• PROBLEM STATEMENT
Here is a listing. Set it down again exactly.
##############################
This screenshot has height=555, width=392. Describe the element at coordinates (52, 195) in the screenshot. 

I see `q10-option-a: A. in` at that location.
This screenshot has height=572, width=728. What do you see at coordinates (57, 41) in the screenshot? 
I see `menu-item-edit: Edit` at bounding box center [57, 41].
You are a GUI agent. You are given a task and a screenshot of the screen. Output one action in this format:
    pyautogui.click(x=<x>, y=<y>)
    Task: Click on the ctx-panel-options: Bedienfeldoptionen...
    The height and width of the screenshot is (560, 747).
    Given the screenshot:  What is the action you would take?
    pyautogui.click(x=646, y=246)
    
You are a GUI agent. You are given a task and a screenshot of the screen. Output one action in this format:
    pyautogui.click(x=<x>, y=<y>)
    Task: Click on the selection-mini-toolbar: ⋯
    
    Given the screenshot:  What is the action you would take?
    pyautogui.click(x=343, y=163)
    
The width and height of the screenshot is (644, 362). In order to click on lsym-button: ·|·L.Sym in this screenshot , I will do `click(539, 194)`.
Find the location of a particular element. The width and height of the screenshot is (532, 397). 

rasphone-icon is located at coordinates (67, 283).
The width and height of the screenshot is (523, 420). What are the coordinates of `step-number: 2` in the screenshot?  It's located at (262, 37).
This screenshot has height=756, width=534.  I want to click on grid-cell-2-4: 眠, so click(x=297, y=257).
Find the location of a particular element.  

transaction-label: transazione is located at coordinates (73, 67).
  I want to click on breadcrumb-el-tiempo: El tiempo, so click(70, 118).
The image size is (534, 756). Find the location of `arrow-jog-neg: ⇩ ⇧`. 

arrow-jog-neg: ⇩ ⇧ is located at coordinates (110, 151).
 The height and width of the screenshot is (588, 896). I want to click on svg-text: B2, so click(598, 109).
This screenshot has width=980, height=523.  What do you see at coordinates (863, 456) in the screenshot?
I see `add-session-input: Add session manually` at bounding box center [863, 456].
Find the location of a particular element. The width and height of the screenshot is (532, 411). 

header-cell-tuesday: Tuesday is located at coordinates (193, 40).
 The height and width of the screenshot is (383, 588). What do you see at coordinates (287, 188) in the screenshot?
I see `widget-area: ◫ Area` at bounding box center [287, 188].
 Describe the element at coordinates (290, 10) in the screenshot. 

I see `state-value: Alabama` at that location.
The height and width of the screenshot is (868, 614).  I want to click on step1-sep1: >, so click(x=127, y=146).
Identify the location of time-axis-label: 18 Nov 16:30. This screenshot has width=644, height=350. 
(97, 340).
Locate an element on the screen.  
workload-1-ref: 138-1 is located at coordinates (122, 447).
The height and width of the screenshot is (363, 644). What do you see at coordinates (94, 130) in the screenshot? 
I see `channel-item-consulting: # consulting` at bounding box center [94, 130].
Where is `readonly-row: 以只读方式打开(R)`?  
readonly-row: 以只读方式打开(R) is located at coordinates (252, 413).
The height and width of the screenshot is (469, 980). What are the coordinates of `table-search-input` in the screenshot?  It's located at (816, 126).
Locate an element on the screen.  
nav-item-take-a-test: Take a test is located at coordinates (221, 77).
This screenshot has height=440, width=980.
##############################
• COMPLETED EXERCISE
This screenshot has height=555, width=392. Describe the element at coordinates (52, 195) in the screenshot. 

I see `q10-option-a: A. in` at that location.
This screenshot has height=572, width=728. What do you see at coordinates (57, 41) in the screenshot? 
I see `menu-item-edit: Edit` at bounding box center [57, 41].
You are a GUI agent. You are given a task and a screenshot of the screen. Output one action in this format:
    pyautogui.click(x=<x>, y=<y>)
    Task: Click on the ctx-panel-options: Bedienfeldoptionen...
    The height and width of the screenshot is (560, 747).
    Given the screenshot:  What is the action you would take?
    pyautogui.click(x=646, y=246)
    
You are a GUI agent. You are given a task and a screenshot of the screen. Output one action in this format:
    pyautogui.click(x=<x>, y=<y>)
    Task: Click on the selection-mini-toolbar: ⋯
    
    Given the screenshot:  What is the action you would take?
    pyautogui.click(x=343, y=163)
    
The width and height of the screenshot is (644, 362). In order to click on lsym-button: ·|·L.Sym in this screenshot , I will do `click(539, 194)`.
Find the location of a particular element. The width and height of the screenshot is (532, 397). 

rasphone-icon is located at coordinates (67, 283).
The width and height of the screenshot is (523, 420). What are the coordinates of `step-number: 2` in the screenshot?  It's located at (262, 37).
This screenshot has height=756, width=534.  I want to click on grid-cell-2-4: 眠, so click(x=297, y=257).
Find the location of a particular element.  

transaction-label: transazione is located at coordinates (73, 67).
  I want to click on breadcrumb-el-tiempo: El tiempo, so click(70, 118).
The image size is (534, 756). Find the location of `arrow-jog-neg: ⇩ ⇧`. 

arrow-jog-neg: ⇩ ⇧ is located at coordinates (110, 151).
 The height and width of the screenshot is (588, 896). I want to click on svg-text: B2, so click(598, 109).
This screenshot has width=980, height=523.  What do you see at coordinates (863, 456) in the screenshot?
I see `add-session-input: Add session manually` at bounding box center [863, 456].
Find the location of a particular element. The width and height of the screenshot is (532, 411). 

header-cell-tuesday: Tuesday is located at coordinates (193, 40).
 The height and width of the screenshot is (383, 588). What do you see at coordinates (287, 188) in the screenshot?
I see `widget-area: ◫ Area` at bounding box center [287, 188].
 Describe the element at coordinates (290, 10) in the screenshot. 

I see `state-value: Alabama` at that location.
The height and width of the screenshot is (868, 614).  I want to click on step1-sep1: >, so click(x=127, y=146).
Identify the location of time-axis-label: 18 Nov 16:30. This screenshot has width=644, height=350. 
(97, 340).
Locate an element on the screen.  
workload-1-ref: 138-1 is located at coordinates (122, 447).
The height and width of the screenshot is (363, 644). What do you see at coordinates (94, 130) in the screenshot? 
I see `channel-item-consulting: # consulting` at bounding box center [94, 130].
Where is `readonly-row: 以只读方式打开(R)`?  
readonly-row: 以只读方式打开(R) is located at coordinates (252, 413).
The height and width of the screenshot is (469, 980). What are the coordinates of `table-search-input` in the screenshot?  It's located at (816, 126).
Locate an element on the screen.  
nav-item-take-a-test: Take a test is located at coordinates (221, 77).
This screenshot has height=440, width=980.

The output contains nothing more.